Alejandro Alonso Noguerales
Mar 18, 2026
01 — The scenario
Real situation
You have a booking management SaaS. When a user confirms a booking, your system needs to do three things:
Send a confirmation email, generate the invoice and log the operation in the audit trail.
Nothing unusual so far. The problem is how you do it.
02 — Without a broker: everything synchronous
The most straightforward solution is having the same server that receives the request do all the work sequentially:
- User clicks “Confirm booking” →
POST /booking - The server saves the booking to the database
- Calls the email service and waits for a response — 1.2s
- Generates the invoice as PDF — 0.8s
- Writes the audit log — 0.3s
- Only now responds to the user — ~2.5s total
The problem isn’t that it takes 2.5 seconds.
The problem is that while processing that booking, the server is blocked. If 50 users do the same thing at the same time, you have 50 threads busy generating PDFs and sending emails. Login starts lagging. The dashboard won’t load. Everything degrades.
This isn’t a Kafka problem, or a RabbitMQ problem, or any specific technology problem. It’s a design problem: you’re using the same resource (your server) for two things with different rhythms — responding to the user (must be fast) and processing heavy tasks (can wait).
03 — With a broker: decoupling
The idea is simple: separate “receiving the request” from “processing it”. The server receives the booking, saves it, enqueues a message saying “there’s pending work” and responds instantly. Another process handles the heavy lifting separately.
- User clicks “Confirm booking”
- The server saves the booking to the database
- Sends the broker a message:
"booking.created · ID 4821" - The broker stores the message in a queue
- The server responds to the user →
~120ms - The broker delivers the message to another process that sends the email, generates the invoice and writes the log
Flow: Users → Producer → Broker → Consumer
04 — What do you gain?
Fast response. The user’s request responds in milliseconds, not seconds. The experience improves immediately.
Free server. The process handling HTTP doesn’t waste resources on heavy tasks. Login, dashboard, API — everything keeps responding normally.
Independent scaling. If you need to process more emails, you scale the consumers without touching the main server. If a consumer crashes, messages wait in the queue.
Resilience. If the email service fails at 3AM, the task isn’t lost. The broker keeps it. When the service comes back, it processes everything pending.
05 — The rules of the game
A broker doesn’t simplify your system. It makes it more robust as it starts to grow. But it introduces complexity you need to manage:
The flow is asynchronous. The user receives an “OK” before the email has been sent. You need to design for that: intermediate states, progress notifications, visual feedback.
Idempotency. If the consumer processes a message and crashes before confirming it, the broker will retry. Your logic must handle receiving the same message twice without duplicating the invoice or sending two emails.

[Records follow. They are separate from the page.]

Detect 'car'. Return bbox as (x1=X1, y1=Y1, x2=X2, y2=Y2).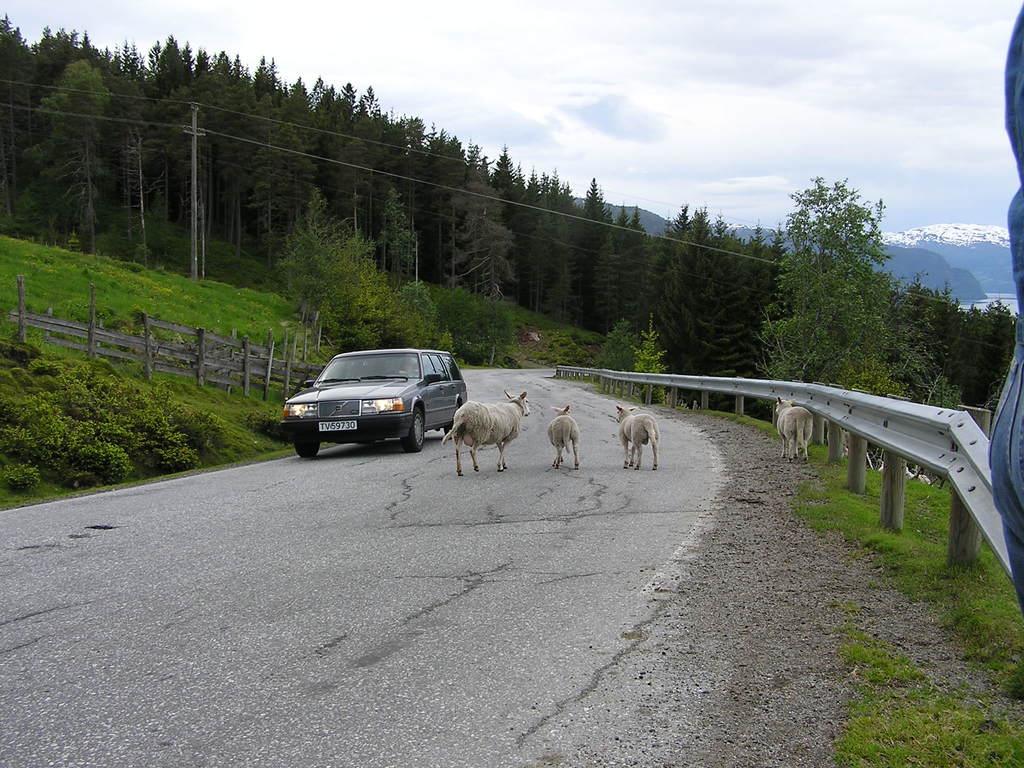
(x1=273, y1=344, x2=476, y2=463).
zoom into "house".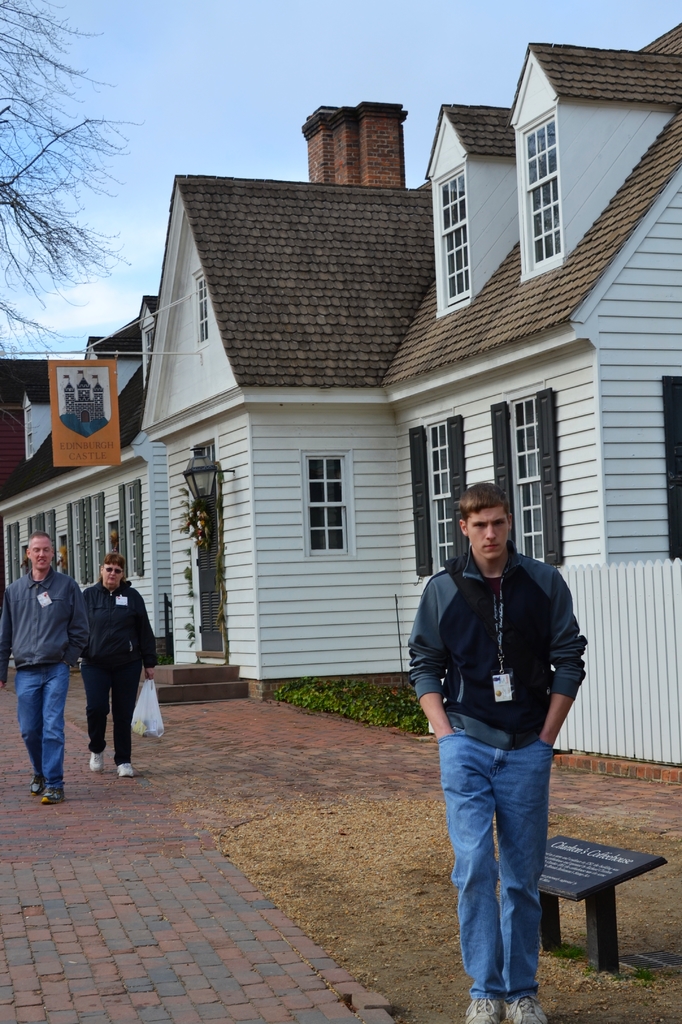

Retries and DLQ. What happens if a message fails once, twice, five times? You need a strategy: retries with backoff, and a Dead Letter Queue where hopeless messages land — for a human to review.
Observability. Now you have a queue in the middle. You need to monitor lag (how many messages are pending), error rates and your consumers’ throughput.
A broker is not a silver bullet. It’s a design tool. It lets you separate the urgent from the important, and scale each part independently.
06 — Which broker should I use?
This article is intentionally agnostic. The decoupling pattern with a broker applies equally with RabbitMQ, Kafka, Amazon SQS or any other. The question of which one to choose depends on a second level of decisions: do you need persistence? event replay? multiple consumers reading the same message? guaranteed ordering?
That’s exactly what we explore in part two, where we compare a traditional message queue with a distributed log like Kafka — and why for certain scenarios the difference is critical.